The houses are generally of three stories; but the two upper only are used by the family. Outer steps lead up from the little front garden, generally into a verandah, and in this verandah a great portion of their life is led. It is cooler than the inner rooms. Not that I mean to say that any rooms in Demerara are ever hot. We all know the fine burst with which Scott opens a certain canto in one of his poems:—
| Breathes there the man, with soul so dead, |
| Who never to himself hath said, |
| This is my own, my native land? |
|
* * * |
| If such there breathe, go, mark him well. |
At any rate, there breathes no such man in this pleasant colony. A people so happily satisfied with their own position I never saw elsewhere, except at Barbados. And how could they fail to be satisfied, looking at their advantages? A million hogsheads of sugar to be made when the Coolies come!
They do not, the most of them, appeal to the land as being that of their nativity, but they love it no less as that of their adoption. "Look at me," says one; "I have been thirty years without leaving it, and have never had a headache." I look and see a remarkably hale man, of forty I should say, but he says fifty. "That's nothing," says another, who certainly may be somewhat stricken in years: "I have been here five-and-fifty years, and was never ill but once, when I was foolish enough to go to England. Ugh! I shall never forget it. Why, sir, there was frost in October!" "Yes," I said, "and snow in May sometimes. It is not all sunshine with us, whatever it may be with you."
"Not that we have too much sunshine," interposed a lady. "You don't think we have, do you?"
"Not in the least. Who could ask more, madam, than to bask in such sunshine as yours from year's end to year's end?"
"And is commerce tolerably flourishing?" I asked of a gentleman in trade.
"Flourishing, sir! If you want to make money, here's your ground. Why, sir, here, in this wretched little street, there has been more money turned in the last ten years than—than—than—" And he rummaged among the half-crowns in his breeches-pocket for a simile, as though not a few of the profits spoken of had found their way thither.
"Do you ever find it dull here?" I asked of a lady—perhaps not with very good taste—for we Englishmen have sometimes an idea that there is perhaps a little sameness about life in a small colony.
"Dull! no. What should make us dull? We have a great deal more to amuse us than most of you have at home." This perhaps might be true of many of us. "We have dances, and dinner-parties, and private theatricals. And then Mrs. ——!" Now Mrs. —— was the Governor's wife, and all eulogiums on society in Georgetown always ended with a eulogium upon her.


__The problem__: Show all lines containing "payments" from the data below.

__Items from an interface collection__:
=== Begin Enclosure ===
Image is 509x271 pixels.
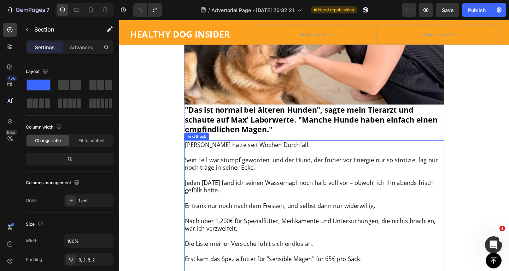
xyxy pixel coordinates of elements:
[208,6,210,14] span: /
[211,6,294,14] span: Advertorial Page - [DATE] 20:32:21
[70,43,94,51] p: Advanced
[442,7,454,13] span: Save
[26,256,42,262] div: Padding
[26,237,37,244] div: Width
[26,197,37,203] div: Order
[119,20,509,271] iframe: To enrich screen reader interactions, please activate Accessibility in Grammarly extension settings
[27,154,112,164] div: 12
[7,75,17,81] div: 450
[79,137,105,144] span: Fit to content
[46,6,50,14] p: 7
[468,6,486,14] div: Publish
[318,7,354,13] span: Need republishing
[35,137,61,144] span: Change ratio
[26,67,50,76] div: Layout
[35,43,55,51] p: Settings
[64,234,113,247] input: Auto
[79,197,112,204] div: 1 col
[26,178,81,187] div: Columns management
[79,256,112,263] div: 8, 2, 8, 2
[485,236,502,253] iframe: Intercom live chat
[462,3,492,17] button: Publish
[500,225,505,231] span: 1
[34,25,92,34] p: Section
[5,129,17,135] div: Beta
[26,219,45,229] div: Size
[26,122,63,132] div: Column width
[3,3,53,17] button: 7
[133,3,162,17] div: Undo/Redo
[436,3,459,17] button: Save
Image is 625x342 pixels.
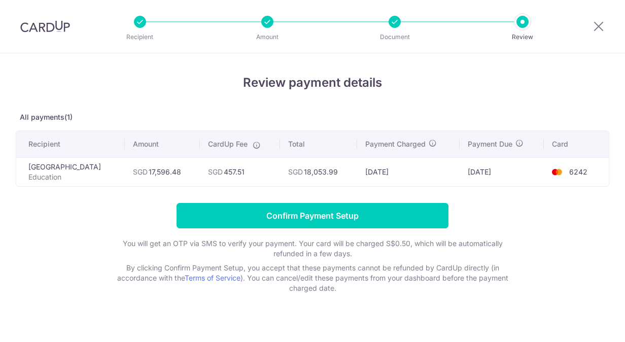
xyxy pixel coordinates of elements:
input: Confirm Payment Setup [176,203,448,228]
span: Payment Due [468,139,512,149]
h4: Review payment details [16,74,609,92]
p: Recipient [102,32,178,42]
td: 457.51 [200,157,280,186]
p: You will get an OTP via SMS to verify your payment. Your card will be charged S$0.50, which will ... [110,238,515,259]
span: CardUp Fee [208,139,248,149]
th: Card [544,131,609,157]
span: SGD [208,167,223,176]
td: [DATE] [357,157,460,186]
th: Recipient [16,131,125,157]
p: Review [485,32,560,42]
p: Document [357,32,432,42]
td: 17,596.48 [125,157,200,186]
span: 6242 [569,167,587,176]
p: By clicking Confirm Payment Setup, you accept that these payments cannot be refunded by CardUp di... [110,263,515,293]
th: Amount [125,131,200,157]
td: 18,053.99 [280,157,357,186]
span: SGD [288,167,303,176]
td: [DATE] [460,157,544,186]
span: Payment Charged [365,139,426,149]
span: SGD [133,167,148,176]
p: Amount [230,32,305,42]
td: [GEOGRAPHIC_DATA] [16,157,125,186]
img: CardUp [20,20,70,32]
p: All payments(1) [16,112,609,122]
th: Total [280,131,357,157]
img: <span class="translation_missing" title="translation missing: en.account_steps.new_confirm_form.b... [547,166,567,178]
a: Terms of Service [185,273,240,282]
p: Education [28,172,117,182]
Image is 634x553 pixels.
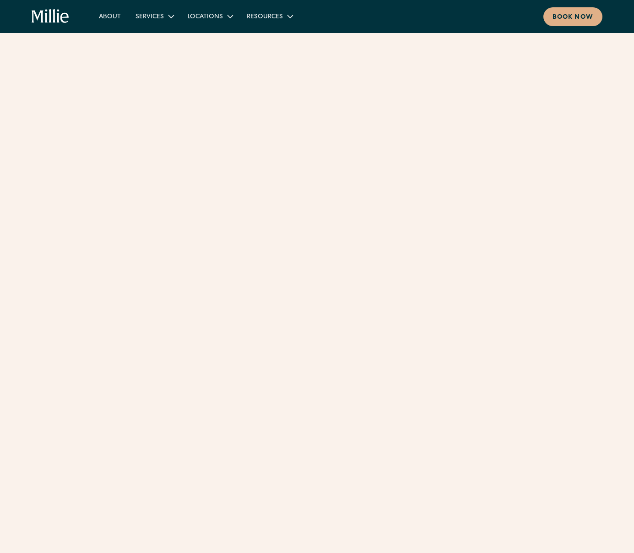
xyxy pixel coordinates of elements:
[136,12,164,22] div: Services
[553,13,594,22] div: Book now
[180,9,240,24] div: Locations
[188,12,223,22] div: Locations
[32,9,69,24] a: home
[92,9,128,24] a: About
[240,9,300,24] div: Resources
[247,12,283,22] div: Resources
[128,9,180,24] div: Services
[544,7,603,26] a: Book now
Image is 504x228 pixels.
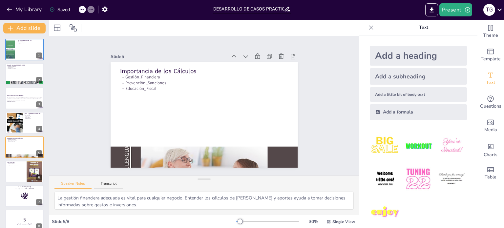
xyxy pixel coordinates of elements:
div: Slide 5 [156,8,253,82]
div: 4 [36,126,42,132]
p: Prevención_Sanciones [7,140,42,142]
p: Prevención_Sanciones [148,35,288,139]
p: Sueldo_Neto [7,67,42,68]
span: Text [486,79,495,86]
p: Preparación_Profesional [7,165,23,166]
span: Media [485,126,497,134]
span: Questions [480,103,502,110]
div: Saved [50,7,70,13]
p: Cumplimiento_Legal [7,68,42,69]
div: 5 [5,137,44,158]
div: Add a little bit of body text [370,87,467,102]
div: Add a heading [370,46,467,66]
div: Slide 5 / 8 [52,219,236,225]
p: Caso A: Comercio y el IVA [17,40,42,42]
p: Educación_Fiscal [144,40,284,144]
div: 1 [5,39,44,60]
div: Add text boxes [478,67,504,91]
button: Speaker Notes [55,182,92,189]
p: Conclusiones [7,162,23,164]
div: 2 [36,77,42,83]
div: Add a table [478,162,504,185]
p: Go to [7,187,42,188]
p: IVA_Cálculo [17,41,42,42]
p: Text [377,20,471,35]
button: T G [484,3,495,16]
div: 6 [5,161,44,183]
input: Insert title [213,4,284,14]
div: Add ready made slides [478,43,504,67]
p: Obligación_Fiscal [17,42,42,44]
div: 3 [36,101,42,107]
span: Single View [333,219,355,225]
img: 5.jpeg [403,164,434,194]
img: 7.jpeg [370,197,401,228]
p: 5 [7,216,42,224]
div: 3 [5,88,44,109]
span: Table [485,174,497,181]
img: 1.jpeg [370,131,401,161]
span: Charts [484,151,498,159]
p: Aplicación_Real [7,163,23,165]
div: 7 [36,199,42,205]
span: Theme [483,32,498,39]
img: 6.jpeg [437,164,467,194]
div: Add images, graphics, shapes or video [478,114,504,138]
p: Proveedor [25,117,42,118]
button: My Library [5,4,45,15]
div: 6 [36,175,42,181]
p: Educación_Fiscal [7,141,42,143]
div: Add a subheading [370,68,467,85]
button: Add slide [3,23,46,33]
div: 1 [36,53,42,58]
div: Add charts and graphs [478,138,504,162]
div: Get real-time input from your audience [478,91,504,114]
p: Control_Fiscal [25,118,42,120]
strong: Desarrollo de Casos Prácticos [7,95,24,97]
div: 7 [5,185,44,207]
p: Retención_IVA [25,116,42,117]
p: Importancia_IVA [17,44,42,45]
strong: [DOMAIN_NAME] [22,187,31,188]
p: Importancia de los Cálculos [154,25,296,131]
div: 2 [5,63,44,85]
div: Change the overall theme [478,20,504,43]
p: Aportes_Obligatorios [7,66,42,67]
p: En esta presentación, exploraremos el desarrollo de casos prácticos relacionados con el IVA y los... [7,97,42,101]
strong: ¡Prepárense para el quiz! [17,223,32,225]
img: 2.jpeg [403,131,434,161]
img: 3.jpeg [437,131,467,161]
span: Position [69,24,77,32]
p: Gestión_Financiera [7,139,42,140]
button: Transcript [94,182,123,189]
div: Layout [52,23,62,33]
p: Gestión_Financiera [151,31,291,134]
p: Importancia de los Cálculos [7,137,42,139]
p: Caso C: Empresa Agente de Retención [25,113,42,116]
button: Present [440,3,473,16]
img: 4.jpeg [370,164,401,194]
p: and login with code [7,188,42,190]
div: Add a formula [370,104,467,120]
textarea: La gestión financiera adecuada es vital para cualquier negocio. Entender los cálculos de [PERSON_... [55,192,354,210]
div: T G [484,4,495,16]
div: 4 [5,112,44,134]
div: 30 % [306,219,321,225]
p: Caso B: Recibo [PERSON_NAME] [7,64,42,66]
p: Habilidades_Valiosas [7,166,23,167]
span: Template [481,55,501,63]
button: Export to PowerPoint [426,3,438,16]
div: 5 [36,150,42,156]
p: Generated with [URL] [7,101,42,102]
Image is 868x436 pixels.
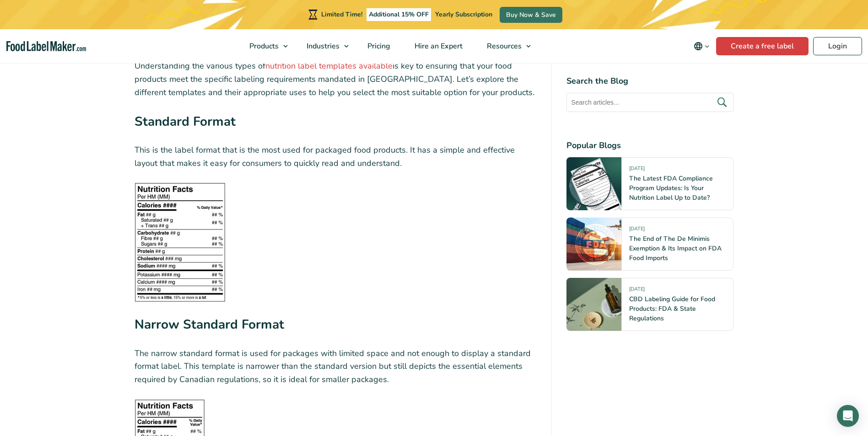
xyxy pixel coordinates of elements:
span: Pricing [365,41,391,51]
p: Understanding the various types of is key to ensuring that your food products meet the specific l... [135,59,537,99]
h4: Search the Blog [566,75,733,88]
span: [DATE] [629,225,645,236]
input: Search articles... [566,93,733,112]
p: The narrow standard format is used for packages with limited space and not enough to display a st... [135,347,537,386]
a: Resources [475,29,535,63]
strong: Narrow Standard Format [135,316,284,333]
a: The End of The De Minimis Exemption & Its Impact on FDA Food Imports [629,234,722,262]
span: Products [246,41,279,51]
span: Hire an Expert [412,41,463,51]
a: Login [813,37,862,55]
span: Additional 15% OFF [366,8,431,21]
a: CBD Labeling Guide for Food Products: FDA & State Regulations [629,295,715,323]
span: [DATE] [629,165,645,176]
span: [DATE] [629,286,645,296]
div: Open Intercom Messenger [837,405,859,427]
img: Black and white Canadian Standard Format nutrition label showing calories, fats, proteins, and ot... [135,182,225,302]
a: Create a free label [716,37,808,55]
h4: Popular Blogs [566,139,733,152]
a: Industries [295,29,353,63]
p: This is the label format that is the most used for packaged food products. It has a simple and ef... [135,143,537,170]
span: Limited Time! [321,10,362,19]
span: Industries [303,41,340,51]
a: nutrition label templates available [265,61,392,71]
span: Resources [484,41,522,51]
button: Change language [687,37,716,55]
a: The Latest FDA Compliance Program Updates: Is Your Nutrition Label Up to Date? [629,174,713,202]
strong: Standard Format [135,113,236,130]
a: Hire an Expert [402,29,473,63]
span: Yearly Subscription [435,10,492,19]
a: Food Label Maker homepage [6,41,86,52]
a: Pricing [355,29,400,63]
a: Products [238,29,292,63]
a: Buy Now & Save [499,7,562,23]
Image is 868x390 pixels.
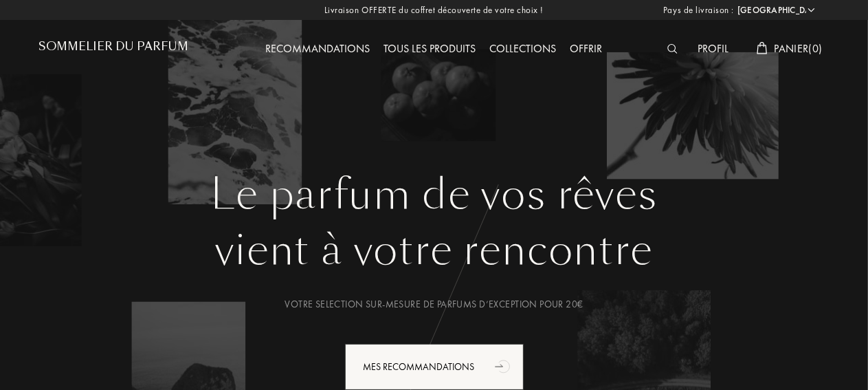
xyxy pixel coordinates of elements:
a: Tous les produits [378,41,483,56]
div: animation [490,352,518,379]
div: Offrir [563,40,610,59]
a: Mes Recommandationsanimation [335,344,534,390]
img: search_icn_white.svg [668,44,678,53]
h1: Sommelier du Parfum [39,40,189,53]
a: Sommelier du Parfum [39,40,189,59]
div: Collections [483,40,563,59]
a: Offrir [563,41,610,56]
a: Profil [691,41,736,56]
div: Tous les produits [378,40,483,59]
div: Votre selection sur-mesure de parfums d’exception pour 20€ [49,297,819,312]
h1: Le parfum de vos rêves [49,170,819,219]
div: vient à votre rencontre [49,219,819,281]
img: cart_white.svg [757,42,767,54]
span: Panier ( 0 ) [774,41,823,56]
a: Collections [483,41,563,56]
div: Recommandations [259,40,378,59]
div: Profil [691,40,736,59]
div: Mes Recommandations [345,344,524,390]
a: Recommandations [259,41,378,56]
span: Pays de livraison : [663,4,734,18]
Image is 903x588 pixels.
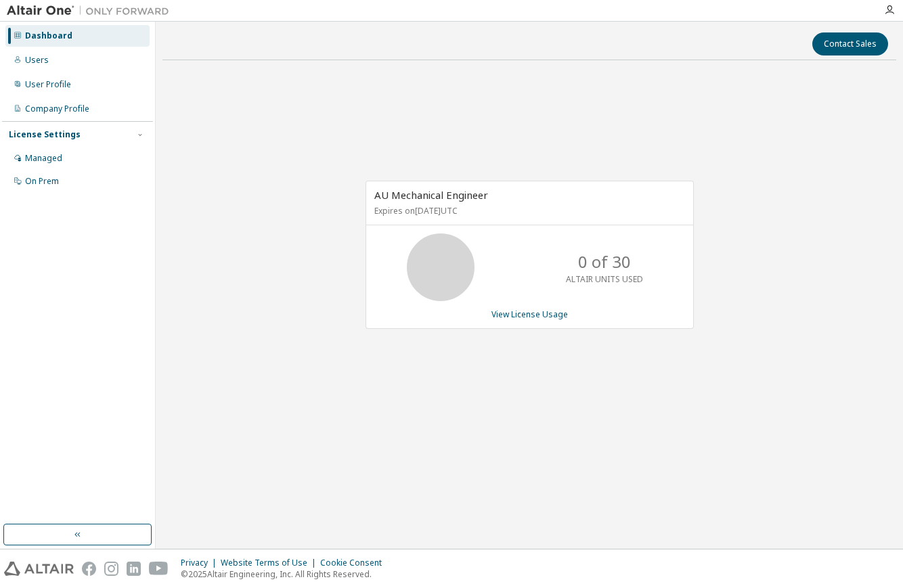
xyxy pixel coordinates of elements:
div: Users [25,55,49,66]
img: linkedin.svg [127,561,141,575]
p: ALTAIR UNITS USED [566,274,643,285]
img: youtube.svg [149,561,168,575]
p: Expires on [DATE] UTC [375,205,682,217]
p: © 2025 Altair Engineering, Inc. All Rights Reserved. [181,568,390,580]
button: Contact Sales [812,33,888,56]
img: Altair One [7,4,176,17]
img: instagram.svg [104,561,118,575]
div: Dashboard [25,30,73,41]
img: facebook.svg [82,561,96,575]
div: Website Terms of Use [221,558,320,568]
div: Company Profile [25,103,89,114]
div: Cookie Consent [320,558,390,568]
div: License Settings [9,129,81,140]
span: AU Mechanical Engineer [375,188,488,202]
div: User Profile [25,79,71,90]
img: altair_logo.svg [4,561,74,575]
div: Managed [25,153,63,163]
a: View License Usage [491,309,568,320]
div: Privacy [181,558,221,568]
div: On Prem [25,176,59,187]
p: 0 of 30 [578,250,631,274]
=== End Enclosure ===
__The completed task__:
p: By clicking Confirm Payment Setup, you accept that these payments cannot be refunded by CardUp di... [110,263,515,293]
p: All payments(1) [16,112,609,122]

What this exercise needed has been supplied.